Monday 2 May 2022

#21: DOWNTON ABBEY: THE NEXT GENERATION

 Downton Abbey A New Era.jpg

Starring Hugh Bourneville, Elizabeth mcGovern, Maggie Smith, Michelle Dockery, Laura Carmichael, Jim Carter, Phyllis Logan, Kevin Doyle, Michael Fox, Joanne Froggatt, Robert James-Collier, Harry Hadden-Paton, Sue Johnston, Allen Leech, Sophie McShera, Tuppence Middleton, Lesley Nicoll, Dominic West, Imelda Stauton, Penelope Wilton, Jonathon Zaccai. Written by Julian Fellowes, directed by Simon Curtis. 125 minutes of your life.

There's a great British tradition, stretching right back to 1961 with the release of the movie version of 'The Army Game' of adapting popular sitcoms into movies and transporting the loveable cast, via a holiday scenario, to a location overseas. And so comes the latest effort, Downtown Abby. Although be warned, we never meet Abby, nor do we discover where Uptown is.

The 'plot' sees a group of toffs discover that some rich French idiot had died leaving a fabulous villa to the matriarch of the family (Maggie Smith). So Hugh Bourneville and some others all sod off to the South of France to fleece the idiot. Meanwhile, a film company arrives at Downton Abbey to film a movie and the rest of family who stayed behind, help set up the first ever talking movie in the UK and then proceed to fleece the movie company, just so they can repair the roof. And that is the entire extent of the movie's plot. 

Having NEVER EVER watched a single episode of Downton Abbey before in my life, I have absolutely no idea who any of these characters were, or if they even had names. However, I was able to ascertain that one half of the characters were the indentured slaves of the other, who were a bunch of over-privileged, opinionated and disgustingly wealthy crypto-fascists. Thus I was confident that by the end of this cinematic excuse for entertainment, the workers would rise up and butcher these disgusting money-grabbing scum bags in one glorious scene of class retribution. 

Well, dear reader, let me tell you that nothing of the sort occurred! Indeed, rather than rise up and smash the yoke of their tyranical masters before grabbing the means of production, the workers just merrily doffed their collective caps, or curtsied, and thanked them for allowing them to live out their lives fulfilling their master's every whim or desire without complaint until, I'm assuming, in old age, they would be finally lead out to behind the potting shed and executed with a cattle gun. 
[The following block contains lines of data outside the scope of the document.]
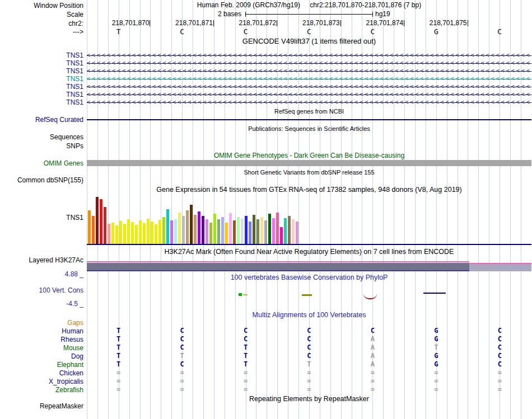 The height and width of the screenshot is (419, 532). What do you see at coordinates (309, 220) in the screenshot?
I see `gtex-expression-plot` at bounding box center [309, 220].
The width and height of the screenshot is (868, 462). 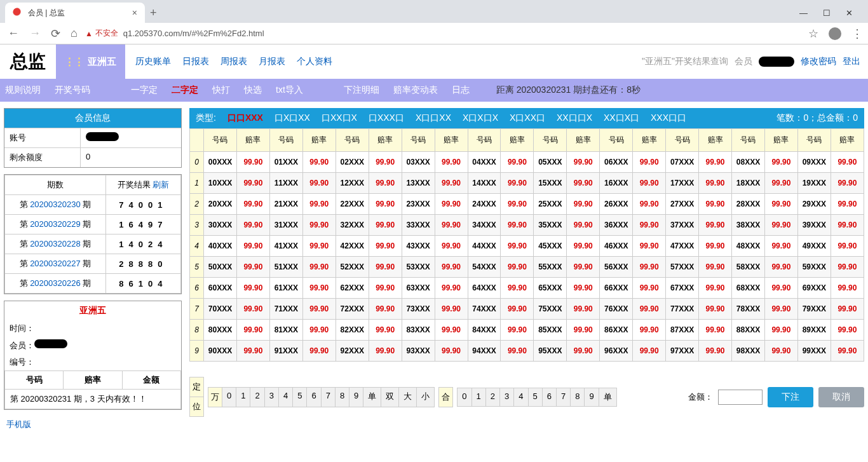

I went to this, not because I liked the trailer. I did not, but for something different to watch, something outside my comfort zone. Talking of the trailer, there's one scene that is totally different in the final film. in the trailer, the Butler (Jim Carter) smugly announces to some woman he's walking out of a church with, I don't know who she was, that the French had better watch out because the "English are coming."

However, in the finished the film the scene plays out somewhat differently. Now see see the Butler shagging some French maid on a table, it's all very tasteful, but he's holding both her legs up by the ankles. Suddenly he stopped thrusting. The camera cuts to his hot sweaty face, he makes eye contact with viewers and with the most filthy and disgusting grin says "The English are coming."
 Well, it's how I would have shot it.

This film had no emotional depth, no narrative drive, no challenges and absolutely nothing in the way of dramatic involvement. The entire cast grinned, and talked smugly to each other how wonderful it was to have money and do whatever you wanted, while the other half professed their love for their masters. The direction, was just as smug and self serving, the camera swopping in to show you how wonderful everything was, how majestic. The soundtrack, which never for a single second ceased to catch its breath just carried on, with the musical equivalent of smiling. Self serving and as smug as everything else. The only drama in the entire film occurs when at one point one of the rich ones visits a friend's house to get a will signed and that was the extent of the drama. 

To say I hated this despicable pile of cinematic tripe would be an insult to all those terrible films that I've had to sit through in the past. This was a film with nothing to say except, greed isn't good, landed gentry is. You would need to have watched every episode to have any hope of understanding who everyone was , Don't, like me, go in cold cos there's nothing here for you and you'll be in for 2 hours of smug misery. 

Apparently according to my friends who went with us to see this, I can't give it a score of zero, because 'the costumes' and 'scenery', besides they loved it and told me I was just being deliberately belligerent about it, they'd watched every episode and tried to convince me that it was good, however all I could think was, come the cinematic revolution mate, you'll be first up against the wall. 

Not for me. Give me Upstairs Downstairs any day, or Bertie Woster, Lord Peter Wimsey or even Decline and Fall. But NOT Brideshead, dear god, not Brideshead.